Predicate Functor Logic - Motivation

Motivation

The source for this section, as well as for much of this entry, is Quine (1976). Quine proposed PFL as a way of algebraizing first-order logic in a manner analogous to how Boolean algebra algebraizes propositional logic. He designed PFL to have exactly the expressive power of first-order logic with identity. Hence the metamathematics of PFL are exactly those of first-order logic with no interpreted predicate letters: both logics are sound, complete, and undecidable. Most work Quine published on logic and mathematics in the last 30 years of his life touched on PFL in some way.

Quine took "functor" from the writings of his friend Rudolf Carnap, the first to employ it in philosophy and mathematical logic, and defined it as follows:

"The word functor, grammatical in import but logical in habitat... is a sign that attaches to one or more expressions of given grammatical kind(s) to produce an expression of a given grammatical kind." (Quine 1982: 129)

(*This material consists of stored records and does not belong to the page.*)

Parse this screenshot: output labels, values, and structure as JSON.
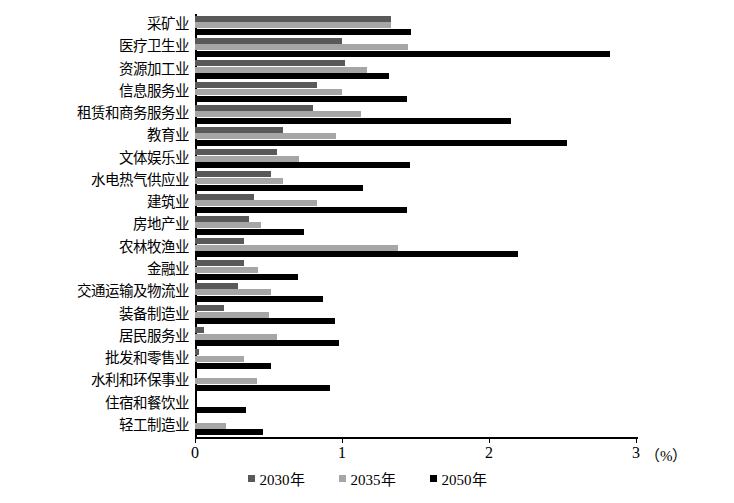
{
  "chart_data": {
    "type": "bar",
    "orientation": "horizontal",
    "title": "",
    "xlabel": "（%）",
    "ylabel": "",
    "xlim": [
      0,
      3
    ],
    "xticks": [
      "0",
      "1",
      "2",
      "3"
    ],
    "unit_label": "（%）",
    "grid": false,
    "legend_position": "bottom",
    "categories": [
      "采矿业",
      "医疗卫生业",
      "资源加工业",
      "信息服务业",
      "租赁和商务服务业",
      "教育业",
      "文体娱乐业",
      "水电热气供应业",
      "建筑业",
      "房地产业",
      "农林牧渔业",
      "金融业",
      "交通运输及物流业",
      "装备制造业",
      "居民服务业",
      "批发和零售业",
      "水利和环保事业",
      "住宿和餐饮业",
      "轻工制造业"
    ],
    "series": [
      {
        "name": "2030年",
        "color": "#595959",
        "values": [
          1.33,
          1.0,
          1.02,
          0.83,
          0.8,
          0.6,
          0.56,
          0.52,
          0.4,
          0.37,
          0.33,
          0.33,
          0.29,
          0.2,
          0.06,
          0.03,
          0.0,
          0.0,
          0.0
        ]
      },
      {
        "name": "2035年",
        "color": "#a6a6a6",
        "values": [
          1.33,
          1.45,
          1.17,
          1.0,
          1.13,
          0.96,
          0.71,
          0.6,
          0.83,
          0.45,
          1.38,
          0.43,
          0.52,
          0.5,
          0.56,
          0.33,
          0.42,
          0.0,
          0.21
        ]
      },
      {
        "name": "2050年",
        "color": "#000000",
        "values": [
          1.47,
          2.82,
          1.32,
          1.44,
          2.15,
          2.53,
          1.46,
          1.14,
          1.44,
          0.74,
          2.2,
          0.7,
          0.87,
          0.95,
          0.98,
          0.52,
          0.92,
          0.35,
          0.46
        ]
      }
    ]
  },
  "legend": {
    "items": [
      {
        "label": "2030年",
        "color": "#595959"
      },
      {
        "label": "2035年",
        "color": "#a6a6a6"
      },
      {
        "label": "2050年",
        "color": "#000000"
      }
    ]
  },
  "axis": {
    "unit": "（%）",
    "ticks": [
      "0",
      "1",
      "2",
      "3"
    ]
  }
}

Ways other than PFL to algebraize first-order logic include:

  • Cylindric algebra by Alfred Tarski and his American students. The simplified cylindric algebra proposed in Bernays (1959) led Quine to write the paper containing the first use of the phrase "predicate functor";
  • The polyadic algebra of Paul Halmos. By virtue of its economical primitives and axioms, this algebra most resembles PFL;
  • Relation algebra algebraizes the fragment of first-order logic consisting of formulas having no atomic formula lying in the scope of more than three quantifiers. That fragment suffices, however, for Peano arithmetic and the axiomatic set theory ZFC; hence relation algebra, unlike PFL, is incompletable. Most work on relation algebra since about 1920 has been by Tarski and his American students. The power of relation algebra did not become manifest until the monograph Tarski and Givant (1987), published after the three important papers bearing on PFL, namely Bacon (1985), Kuhn (1983), and Quine (1976);
  • Combinatory logic builds on combinators, higher order functions whose domain is another combinator or function, and whose range is yet another combinator. Hence combinatory logic goes beyond first-order logic by having the expressive power of set theory, which makes combinatory logic vulnerable to paradoxes. A predicate functor, on the other hand, simply maps predicates (also called terms) into predicates.

PFL is arguably the simplest of these formalisms, yet also the one about which the least has been written.

Quine had a lifelong fascination with combinatory logic, attested to by his (1976) and his introduction to the translation in Van Heijenoort (1967) of the paper by the Russian logician Moses Schönfinkel founding combinatory logic. When Quine began working on PFL in earnest, in 1959, combinatory logic was commonly deemed a failure for the following reasons:

  • Until Dana Scott began writing on the model theory of combinatory logic in the late 1960s, nearly all work on that logic had been by Haskell Curry, his students, or by Robert Feys in Belgium;
  • Satisfactory axiomatic formulations of combinatory logic were slow in coming. In the 1930s, some formulations of combinatory logic were found to be inconsistent. Curry also discovered the Curry paradox, peculiar to combinatory logic;
  • The lambda calculus, with the same expressive power as combinatory logic, was seen as a superior formalism.

Read more about this topic:  Predicate Functor Logic

Famous quotes containing the word motivation:

    Self-determination has to mean that the leader is your individual gut, and heart, and mind or we’re talking about power, again, and its rather well-known impurities. Who is really going to care whether you live or die and who is going to know the most intimate motivation for your laughter and your tears is the only person to be trusted to speak for you and to decide what you will or will not do.